Press Box

Back Scratching, Washington Style

The saga of Rep. Darrell Issa’s now-fired spokesman illustrates how the Washington reporter-source relationship works.

If sucking up to important sources were a crime, 95 percent of all Washington journalists would be doing time right now. It’s not that Washington journalists love kissing ass—though most of them excel at it—it’s that the high ratio of powerful sources to journalists almost demands it. In order to get his foot in an important door, a reporter must at the very least be very charming or—if he has the energy to dial the rheostat up—go totally obsequious in his treatment of a source.

Like most romancing, the heavy flattery reporters extend is largely symbolic, a function of their need to get the source’s attention. Reporters are an anxious bunch, fully aware that they’re only as good as their last story, so they must tend and protect their sources. But ultimately, the accurate measure of a reporter is not how much sweet-talk he tosses at important sources but what sort of stories he writes at the end of the courtship. Only a purist believes that the only viable method of gathering news is shouting “Confirm or deny!? Confirm or deny!?” in the faces of the people he covers.

Which brings us to Rep. Darrell Issa, R-Calif., and his sacking yesterday of spokesman Kurt Bardella for having shared e-mails from reporters with New York Times reporter Mark Leibovich. The e-mails, not yet released, are purported to be filled with blandishments that will bring huge shame upon reporters and their publications—if and when they are published. Without naming any reporters’ names, a blog item by New Yorker reporter Ryan Lizza hints at what sort of fawning e-mails Bardella disclosed to Leibovich.

Lizza, who recently profiled Issa, writes, “Bardella accused reporters of offering to collaborate with Issa as he launches what will inevitably be partisan investigations of the Obama Administration,” and, “From what I know of what Bardella shared, the beat reporters who cover Issa and engaged in this kind of game with Bardella will be the ones most embarrassed by the e-mails that Leibovich possesses.”

Writing in today’s Washington Post, columnist Dana Milbank adds, “From what I understand, the e-mails won’t look good for Politico if and when Leibovich releases them. There are expected to be many from [Politico reporter Mike] Allen and [Politico] reporter Jake Sherman. There could be embarrassments for other outlets, including the Post, that played footsie with the 27-year-old Bardella as part of a culture in which journalists implicitly provide positive coverage in exchange for tidbits of news.”

Until Leibovich releases the e-mails in the Times or folds them into the book he’s writing about Washington’s political culture, we won’t really know who traded what for what, and who got the best of the deal. But that something was traded in the reporting of a piece shouldn’t shock anyone who has ever read a newspaper. Nor should the fact that the party now running the House is merchandising its “investigations” to the press. Such merchandising has been a known quantity for more than a century.

Likewise, the fact that sources and reporters sometimes wear masks as they negotiate their exchanges of information shouldn’t shock, either. Sources and reporters play the same sort of mind games with one another that employees do with their bosses, teachers do with their students, and plumbers do with the downtrodden whose toilets leak. I’m certain that nuns run similar cons on the mother superior at convents.

Faux scandals such as the one unfolding in Issa’s office stand to remind us that every reader needs to be his own press critic, constantly asking himself if the publication he’s reading—or the channel he is watching—is in the tank for his sources. If a story reads a lot like a press release, say, it’s the first to report that Rep. Cheese is going to run for speaker of the House, it probably is a gussied-up press release.

Such an announcement is still news, of course, but of the least satisfying kind because it has not been mixed with other ingredients and cooked properly. If a publication runs too many hollow news nuggets, then you’re safe to assume that the relationship between sources and reporter is too cozy, and that you should calibrate your reading accordingly. The best way to be your own press critic is to consume news from a variety of suppliers, to ask yourself why the Gazette got the story instead of the Bugle, and to be no more gullible in your news consumption than you are when buying a used car.

Reporters, especially beat reporters such as the ones who cover members of Congress, are unusually dependent on sources like Bardella, which is why he was able to game them so aggressively. Lizza charts a pecking order of Washington journalism that runs roughly from the New York Times (at the top) to the Daily Caller, the Washington Examiner, and the Washington Times (at the bottom). The best leaks of information, such as the ACORN report that Bardella dispensed, go to the Times. More mundane or partisan stuff often goes to the smaller players. In Bardella’s case, we won’t know the exact distribution of “scoops” or how kiss-assy which reporters were, until Leibovich drops the bomb.

Washington back scratching, like all grooming behaviors, produces stability and social cohesion. As I’ve already mentioned, it establishes an order in which the dominant lords over the submissive. But inside those constraints, there’s always room for mischief and good journalism. I have no inside knowledge of what transpired during Leibovich and Bardella’s grooming sessions, but it appears that the reporter got the best of the source, which is always good news.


» Directions for this task
Go through the entries, filter for the word "engage", and copy every line that has it.

» Given entries

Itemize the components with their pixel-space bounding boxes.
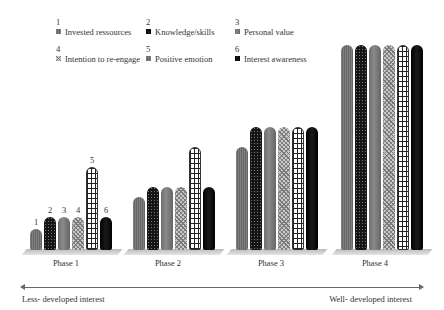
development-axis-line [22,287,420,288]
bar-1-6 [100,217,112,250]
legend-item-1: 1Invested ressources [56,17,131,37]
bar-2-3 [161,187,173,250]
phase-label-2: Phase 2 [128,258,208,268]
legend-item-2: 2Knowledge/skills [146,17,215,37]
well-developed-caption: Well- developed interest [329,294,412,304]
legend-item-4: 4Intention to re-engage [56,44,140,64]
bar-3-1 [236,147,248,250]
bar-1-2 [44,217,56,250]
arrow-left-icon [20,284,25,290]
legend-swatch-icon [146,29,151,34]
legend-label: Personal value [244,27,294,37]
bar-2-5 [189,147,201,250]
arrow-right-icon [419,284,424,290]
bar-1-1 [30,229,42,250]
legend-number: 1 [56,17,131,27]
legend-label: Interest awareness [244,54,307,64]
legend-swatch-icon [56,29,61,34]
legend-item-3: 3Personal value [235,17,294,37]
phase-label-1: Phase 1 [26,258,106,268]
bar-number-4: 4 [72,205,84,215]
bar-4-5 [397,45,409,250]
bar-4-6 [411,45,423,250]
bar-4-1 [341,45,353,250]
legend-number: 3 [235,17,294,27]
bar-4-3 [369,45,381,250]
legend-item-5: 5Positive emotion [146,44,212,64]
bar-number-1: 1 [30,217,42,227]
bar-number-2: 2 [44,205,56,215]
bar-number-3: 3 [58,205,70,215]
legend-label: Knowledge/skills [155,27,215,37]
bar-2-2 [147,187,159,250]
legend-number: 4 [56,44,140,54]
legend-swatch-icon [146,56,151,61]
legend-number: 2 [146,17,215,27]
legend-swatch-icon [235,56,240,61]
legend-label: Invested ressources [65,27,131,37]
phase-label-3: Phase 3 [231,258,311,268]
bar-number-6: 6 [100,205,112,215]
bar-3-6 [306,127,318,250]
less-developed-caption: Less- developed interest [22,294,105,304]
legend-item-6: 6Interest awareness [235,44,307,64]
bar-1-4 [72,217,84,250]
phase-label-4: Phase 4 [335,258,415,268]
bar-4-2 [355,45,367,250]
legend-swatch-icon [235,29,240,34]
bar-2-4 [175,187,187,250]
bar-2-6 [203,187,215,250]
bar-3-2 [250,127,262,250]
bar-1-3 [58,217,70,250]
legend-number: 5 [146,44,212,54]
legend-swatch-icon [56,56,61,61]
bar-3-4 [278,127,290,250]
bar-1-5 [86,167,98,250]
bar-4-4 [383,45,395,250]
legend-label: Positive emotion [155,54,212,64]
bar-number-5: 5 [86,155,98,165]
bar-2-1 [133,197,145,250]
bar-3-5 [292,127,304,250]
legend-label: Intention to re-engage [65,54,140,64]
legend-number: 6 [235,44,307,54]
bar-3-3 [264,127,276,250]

---

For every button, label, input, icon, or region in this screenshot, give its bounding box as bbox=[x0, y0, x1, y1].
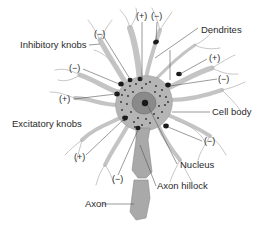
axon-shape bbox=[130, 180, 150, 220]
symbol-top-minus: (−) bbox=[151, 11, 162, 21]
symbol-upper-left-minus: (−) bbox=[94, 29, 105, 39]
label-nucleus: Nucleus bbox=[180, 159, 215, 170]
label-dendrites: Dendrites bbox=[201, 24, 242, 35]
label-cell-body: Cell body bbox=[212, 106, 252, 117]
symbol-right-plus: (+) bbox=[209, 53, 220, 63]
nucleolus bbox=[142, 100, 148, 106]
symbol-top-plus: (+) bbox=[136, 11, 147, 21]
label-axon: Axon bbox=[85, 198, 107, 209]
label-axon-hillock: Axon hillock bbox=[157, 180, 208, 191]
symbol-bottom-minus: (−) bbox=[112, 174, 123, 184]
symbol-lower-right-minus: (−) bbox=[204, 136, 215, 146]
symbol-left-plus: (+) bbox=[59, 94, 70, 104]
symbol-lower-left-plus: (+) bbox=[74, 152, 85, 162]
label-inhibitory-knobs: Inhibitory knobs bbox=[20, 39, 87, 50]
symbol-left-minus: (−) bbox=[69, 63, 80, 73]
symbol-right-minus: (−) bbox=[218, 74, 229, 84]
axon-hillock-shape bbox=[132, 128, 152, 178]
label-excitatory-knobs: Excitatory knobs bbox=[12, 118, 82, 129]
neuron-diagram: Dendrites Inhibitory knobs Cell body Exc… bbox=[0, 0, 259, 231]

» Your solution
legend-item-4: 4Intention to re-engage [56,44,140,64]
legend-label: Intention to re-engage [65,54,140,64]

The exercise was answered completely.